Thoughts on Identity

On days when I’m completely adrift, I think of all the things that remind me of myself. Amber, because it is golden and warm, hard and malleable at the same time. Teapots, round-bellied and givers of comfort. Owls, fluffy and soft, sharp and watchful. Short grain brown rice. Rainstorms. Badgers. Old books. Gluten free scones.

If I cannot come back to myself, I remember the people who raised me. My mother is homegrown tomatoes, eaten in the garden in the heat of summer. Is a cup of Irish Breakfast tea on a Sunday morning, sipped at while watching birds at the feeder on the porch. Is hours of homeschooling, frustration, understanding, support. Is days in the sun by the lake, planning things, knowing that we are both the sort of people who will make sure they come to pass.

My father is learning to paint, the smell of acrylics faint but distinct. Is the sound of a cleaver hitting a wooden cutting board through meat and spices while he narrates like my very own cooking show. Is a bowl of popcorn covered in odd things, eaten in front of tv shows about superheroes. Is a little blue collection of Yeats poems.

My grandmother is the smell of garlic, is the feel of its papery skin sticking to my fingers when I slice through it to make a pasta dish in the middle of the night when I have been too sick to move for days.
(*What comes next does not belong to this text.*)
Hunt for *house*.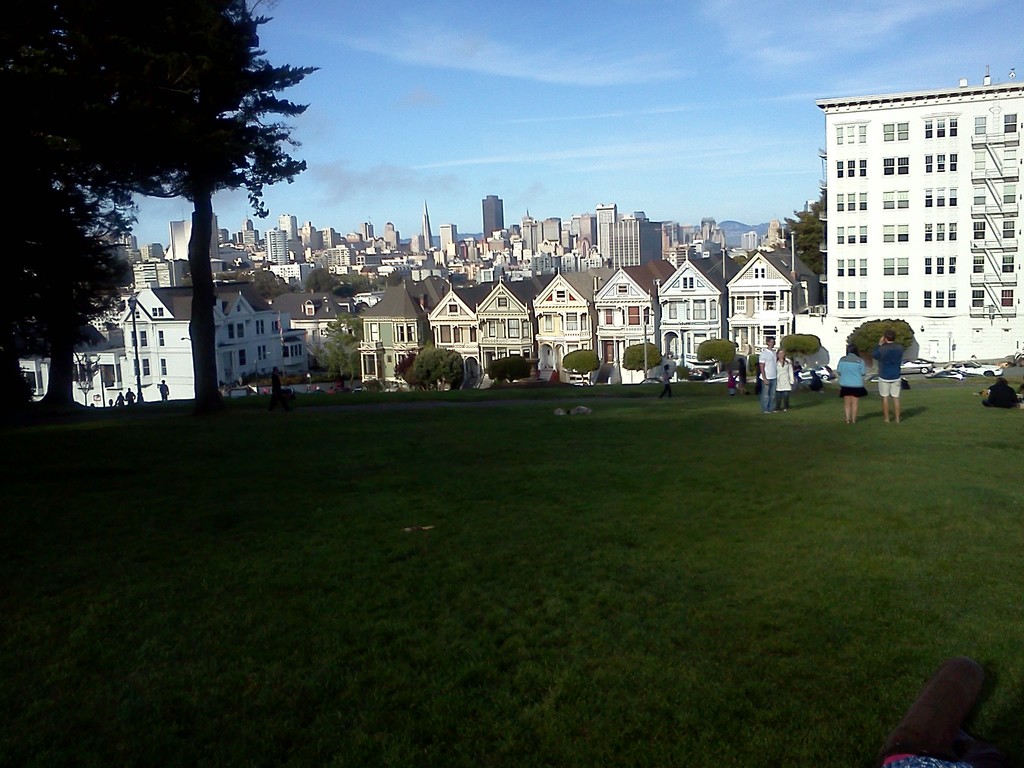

She is being curled up on a couch and believing that it is more comfortable than the bed, even though it isn’t. Is us watching awards shows and dance shows for the outfits, not what’s going on. She is the hours of planning my hundred different weddings, late into the night.

If remembering the pieces of myself is not enough, I at least know I am some amalgam of warm summer tomatoes, superhero tv shows, and the papery skin of garlic. I’m somewhere in that. And that’s not nothing.